Choose your favourite women’s tennis star and make the case for her in 2024, the Olympic season, and you’re sure you have a strong argument.
The 2023 WTA season wrapped up (for all intents and purposes) on Monday (6 November) as Iga Swiatek claimed her first WTA Finals title in Cancun and re-captured the world No.1 ranking from Aryna Sabalenka.
While Swiatek ends the year on a glowing high, it’s Sabalenka, Coco Gauff and Marketa Vondrousova who each hoisted a Grand Slam trophy this year for the first time, while Jessica Pegula, Ons Jabeur and Elena Rybakina all proved they’re here to stay in 2024.
So how does that set up the coming year, with another four majors and an Olympic title – on clay for the first time in 32 years – on the line? We take a look.
Iga Swiatek: Favoured for Paris 2024
Swiatek, the 22-year-old from Poland, started and ended the year as world No.1, but what happened in between is what may have been most formative for her.
After a dominant 2022 that saw her win nine titles and two majors, she was open about the pressure she faced as world No.1, and fell short of the semi-finals at each of the Australian Open, Wimbledon and US Open.
But she claimed a third Roland-Garros title in four years, and won six titles in total, closing the year on a tear by winning 12 of her 13 final matches and dispatching the field in Cancun, losing a record few 20 games in five matches and looking untouchable in a 6-1, 6-0 final vs. Pegula.
"I learned my lesson and this time I didn't want [being No.1] to have an impact on me," Swiatek said, having lost that ranking to Sabalenka at the US Open. “I just looked forward.”
What’s ahead for her in 2024 is a season where she’ll start as the top-ranked women’s player once again. And while experience is on her side, so is the Olympic surface, with Paris 2024 set to be contested on clay (at Stade Roland-Garros), a first for the Games since Barcelona 1992.
Of note: Swiatek is 49-5 on red clay over the last three seasons.
Coco Gauff: Buoyed by US Open title
Over four years after Gauff had a seismic breakthrough at Wimbledon at age 15, the American captured her first major title – and at her home Slam, no less.
Gauff’s run at the US Open in September came after a first-round crash-out at Wimbledon spurred her to take stock: She hired a new coaching team, changed her mentality and went on to win titles in Washington, D.C., Cincinnati and New York – each one bigger than the last.
Like Swiatek, the 19-year-old has one gear: Forward.
“I tend to look towards the next thing,” she told reporters in Cancun. “[In the off-season], I think we'll have enough time to reflect and be proud of all the things I've done, but also look for improvement on how I can do even better.”
Gauff being “even better” is dangerous for the other top stars, and she’ll like her chances at the Olympics, too: She is the 2022 Roland-Garros runner-up, and has long been outspoken for her affinity for red clay.
Sabalenka, Pegula, Vondrousova & 'the mums'
While Swiatek and Gauff have often grabbed the headlines in 2023, it’s Sabalenka who claimed a lifelong goal of the world No.1 ranking – as well as her first major title at the Australian Open in January, fending off Rybakina in a thrilling championship tilt.
In fact, no one was better or more consistent than Sabalenka at the four Grand Slams in 2023: She went 23-3 across the majors, finishing as runner-up to Gauff in New York and making two more semi-finals.
Pegula and Vondrousova can be lethal in different ways, too, the American beating each of Sabalenka, Gauff and Rybakina before being stopped in the final by a red-hot Iga in Cancun. Her consistency often masks her power, which she made known this past week in an interview, and makes her a threat across all four Slams – and the Olympics.
Vondrousova is the reigning Olympic silver medallist, and with the Tokyo champion Belinda Bencic announcing her pregnancy this week, she will have all eyes on her for what promises to be a strong Czechia team should she qualify. And don’t forget: She’s the 2019 Roland-Garros runner-up... another player who is undeterred by any surface.
What does the crystal tennis ball say for 2024?
Don’t leave out the likes of Rybakina, the 2022 Wimbledon winner who quietly had a forceful, consistent season - or Jabeur, the three-time Slam finallist who appeared to run out of gas in the latter half of the season.
It’s also a season of returns in 2024: Naomi Osaka has promised she’s coming back after giving birth in July; as has two-time major champ and Rio 2016 silver medallist Angelique Kerber. Throw in the already-in-the-making comebacks of fellow mums Caroline Wozniacki and Elina Svitolina and the tour is bursting with storylines – and little ones! – for the coming year.
And the dangerous thing? There's another dozen players who are more than capable to crashing this elite party in 2024.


Exercise aim => Read through the listing below and return only the lines containing "Image".

The data =>
§ §
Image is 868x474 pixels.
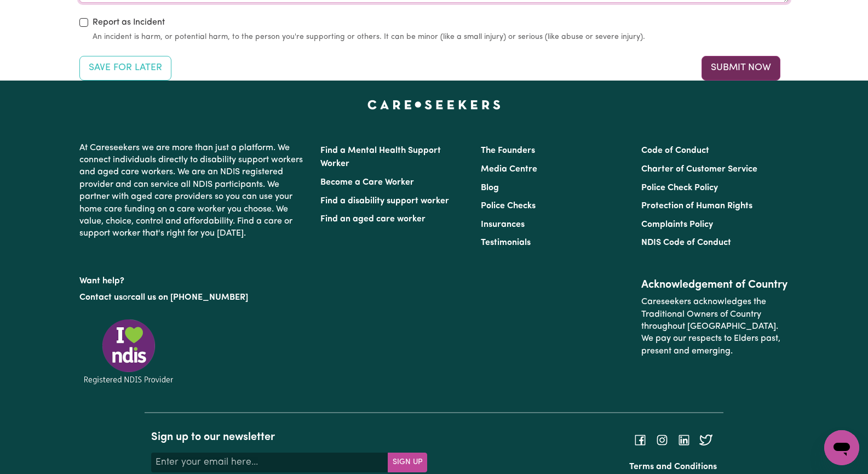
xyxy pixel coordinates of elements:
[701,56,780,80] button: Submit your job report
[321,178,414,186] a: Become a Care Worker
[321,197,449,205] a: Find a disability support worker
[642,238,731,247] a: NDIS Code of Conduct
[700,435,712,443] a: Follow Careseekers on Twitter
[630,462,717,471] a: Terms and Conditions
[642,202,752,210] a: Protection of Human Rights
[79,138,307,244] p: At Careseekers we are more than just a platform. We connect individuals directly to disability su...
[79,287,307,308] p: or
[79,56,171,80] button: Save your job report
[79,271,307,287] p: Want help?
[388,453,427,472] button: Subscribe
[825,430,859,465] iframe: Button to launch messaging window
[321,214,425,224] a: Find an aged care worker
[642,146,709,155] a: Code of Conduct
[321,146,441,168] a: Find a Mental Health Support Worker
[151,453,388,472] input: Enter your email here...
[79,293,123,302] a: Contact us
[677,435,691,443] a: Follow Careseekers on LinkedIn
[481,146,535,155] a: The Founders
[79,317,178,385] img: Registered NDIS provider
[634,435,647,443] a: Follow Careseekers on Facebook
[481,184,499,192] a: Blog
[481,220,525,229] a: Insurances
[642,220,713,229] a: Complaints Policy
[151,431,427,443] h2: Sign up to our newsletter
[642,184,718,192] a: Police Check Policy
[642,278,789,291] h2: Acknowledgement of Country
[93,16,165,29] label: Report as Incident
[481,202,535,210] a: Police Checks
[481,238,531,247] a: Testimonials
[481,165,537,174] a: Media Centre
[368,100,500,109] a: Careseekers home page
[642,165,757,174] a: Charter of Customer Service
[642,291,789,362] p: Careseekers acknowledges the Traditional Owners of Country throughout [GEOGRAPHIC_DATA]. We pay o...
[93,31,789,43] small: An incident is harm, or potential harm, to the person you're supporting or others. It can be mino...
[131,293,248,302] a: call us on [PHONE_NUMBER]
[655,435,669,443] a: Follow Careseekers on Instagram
§ §
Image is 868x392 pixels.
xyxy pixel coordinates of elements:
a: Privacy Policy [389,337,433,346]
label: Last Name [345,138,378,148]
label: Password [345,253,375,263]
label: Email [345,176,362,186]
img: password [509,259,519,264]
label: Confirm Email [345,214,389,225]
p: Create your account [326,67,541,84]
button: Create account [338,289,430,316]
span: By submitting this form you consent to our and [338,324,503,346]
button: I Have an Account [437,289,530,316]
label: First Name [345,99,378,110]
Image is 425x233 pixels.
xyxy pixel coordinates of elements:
§ §
Worked solution =>
Image is 868x474 pixels.
Image is 868x392 pixels.
Image is 425x233 pixels.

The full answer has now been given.